The Man from London

As the original financing of the film collapsed, the remaining producers managed to secure stop-gap funding which allowed them to shoot nine days of footage on the expensive Corsican sets, until they were shut down through legal action by the local subcontractor.

After many expressions of support from European film organisations, production companies and government bodies, a new co-production contract was signed in July 2005 with a revised budget and shooting schedule.

The French distributor blamed this on poor dubbing and a late showing, though the press was put off by the film's extended shots and leaden pace.

Critical reception to The Man from London was generally positive, though less adamant than that of the director's previous two works; while reviewers spoke in glowing terms of the formidable cinematography and meticulous composition, they felt the film lacked compelling characters.

[4] The film concerns a middle-aged railway pointsman, Maloin (Miroslav Krobot), who lives in a decrepit apartment in a port town with his highly-strung wife Camélia (Tilda Swinton) and his daughter Henriette (Erika Bók).

They return home to the consternation of Camélia, who cannot comprehend why Maloin has ruined Henriette's chances of a job and spent what little savings the family had on the extravagant stole.

For the most part, questions of justice operate in the background of The Man From London, which foregrounds the perceptions and point of view of an accidental witness to the murder, who, like the viewer, has no connection with anyone involved.

The film principally concerns the texture of the world of the protagonist Maloin as he experiences it first hand: fog, light, shadow, skin, walls, floors, windows, sounds.

In other words, Tarr's film suggests the possibility that it is only on an abstract plane that murder committed by and on strangers causes a stir and demands an investigation.

[7][9] The ensemble cast of the film included Czech Miroslav Krobot, Briton Tilda Swinton, and the Hungarians János Derzsi and István Lénárt.

The agreement with Ognon and Coficiné has been concluded, the signed contract has been submitted to the court in Paris and we shall soon start shooting the film which is now relieved from the burden of the past.

After securing additional financing from Eurimages and ARTE, Tarr used these and the Hungarian funds to undertake nine days of shooting on sets he had built at a cost of €2 million.

With production in legal stasis and faced with a lengthy court battle to recover the rights, the producers agreed to a settlement with Ognon's bankruptcy officer.

[3] In the meantime, the French partners Mezzanine Film declared their discomfort with the scale of the production, and after mutual agreement with the producers, left the project on September 5, 2005.

[3][11] On February 6, 2006, Tarr and producer Gábor Téni issued a press release which documented at length the developments with the troubled production to that date, and expressed their hope and intent to persevere in completing the film.

[13] Although its showing was highly anticipated,[18] the slow pace and prolonged shots of the film "had the press fleeing like panicked slaughterhouse cattle" as The New York Times put it,[13] and it won no prize.

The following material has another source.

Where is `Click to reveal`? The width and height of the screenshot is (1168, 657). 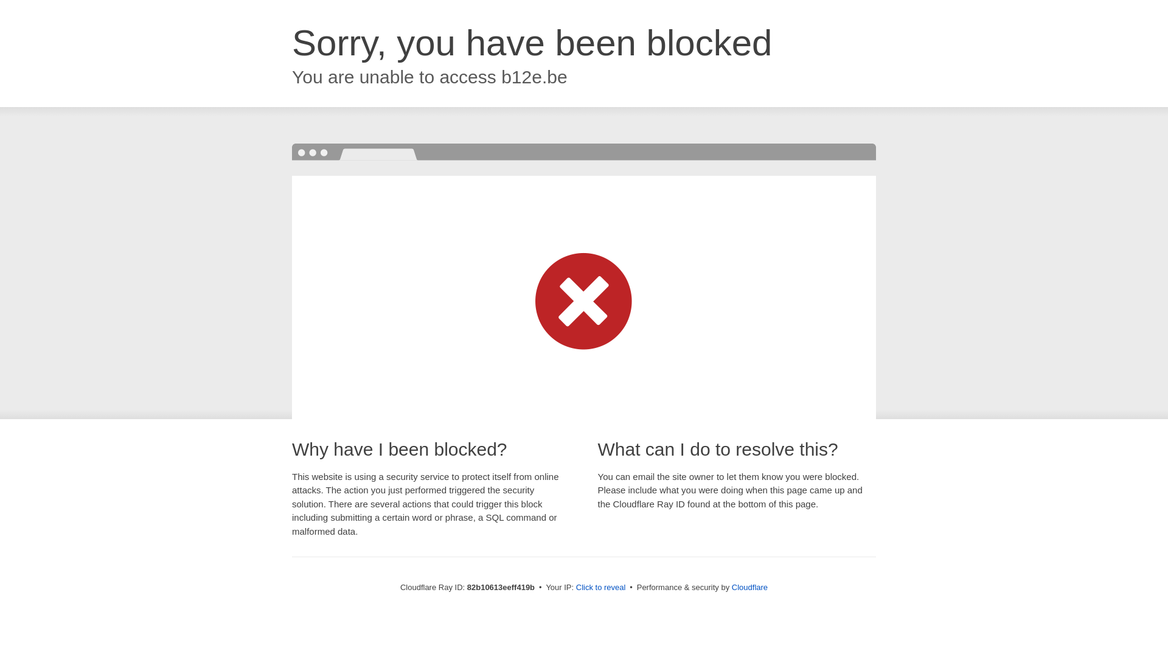
Click to reveal is located at coordinates (601, 588).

[19][21][22][23][24] It proved controversial in New York, where elements of the audience reacted favourably when the film appeared to end prematurely due to a technical fault; others greeted the actual conclusion with fervent applause and calls of bravo.

[4][12][33][34] Variety's Derek Elley rated the film on a par with his Damnation (1988) but as inferior to Sátántangó (1994) and Werckmeister Harmonies (2000), remarking it was improbable that The Man From London would put an end to the polarization of Tarr's audiences into those who hail him as a director of "visionary genius" and those for whom he is a "crashing bore".

[35] The New York Times reviewer Nathan Lee described The Man from London as "bloated, formalist art", and an "outrageously stylized, conceptually demanding film" that dehumanizes and alienates its audience.

[36] In The Hollywood Reporter, Kirk Honeycutt complimented the intricacy of the cinematography and the monochrome photography, but judged the film to be "tedious", "repetitive" and "nearly unwatchable".

[37] In a review of Cannes' offerings for Time Out, Dave Calhoun too drew attention to the meticulous cinematography and signature shot lengths of Tarr's "austere and mesmeric" film, and declared Swinton's dubbing into Hungarian one of the festival's strangest instances of cultural displacement.

[38] Reporting from Cannes, The Guardian's Peter Bradshaw described the film as "bizarre and lugubrious, but mesmeric", and praised the muted performance of Agi Szirtes in the role of Brown's wife as "strangely compelling".

[39] Reviewing the film following its theatrical release, he found the dubbed dialogue affected and odd, the score doom-laden, the occasional humour mordant, and the cinematography mesmerising, remarking that net effect was "unsettling, sometimes absurd, sometimes stunning".

An unshaven middle-aged white man with grey hair is shown from the waist up, looking to his right. He is wearing a plain white shirt with darkened glasses hanging from the neck, and in his right hand, flanked by a silver bracelet, he holds a large black microphone.
Director Béla Tarr at the Sarajevo Film Festival showing of the film.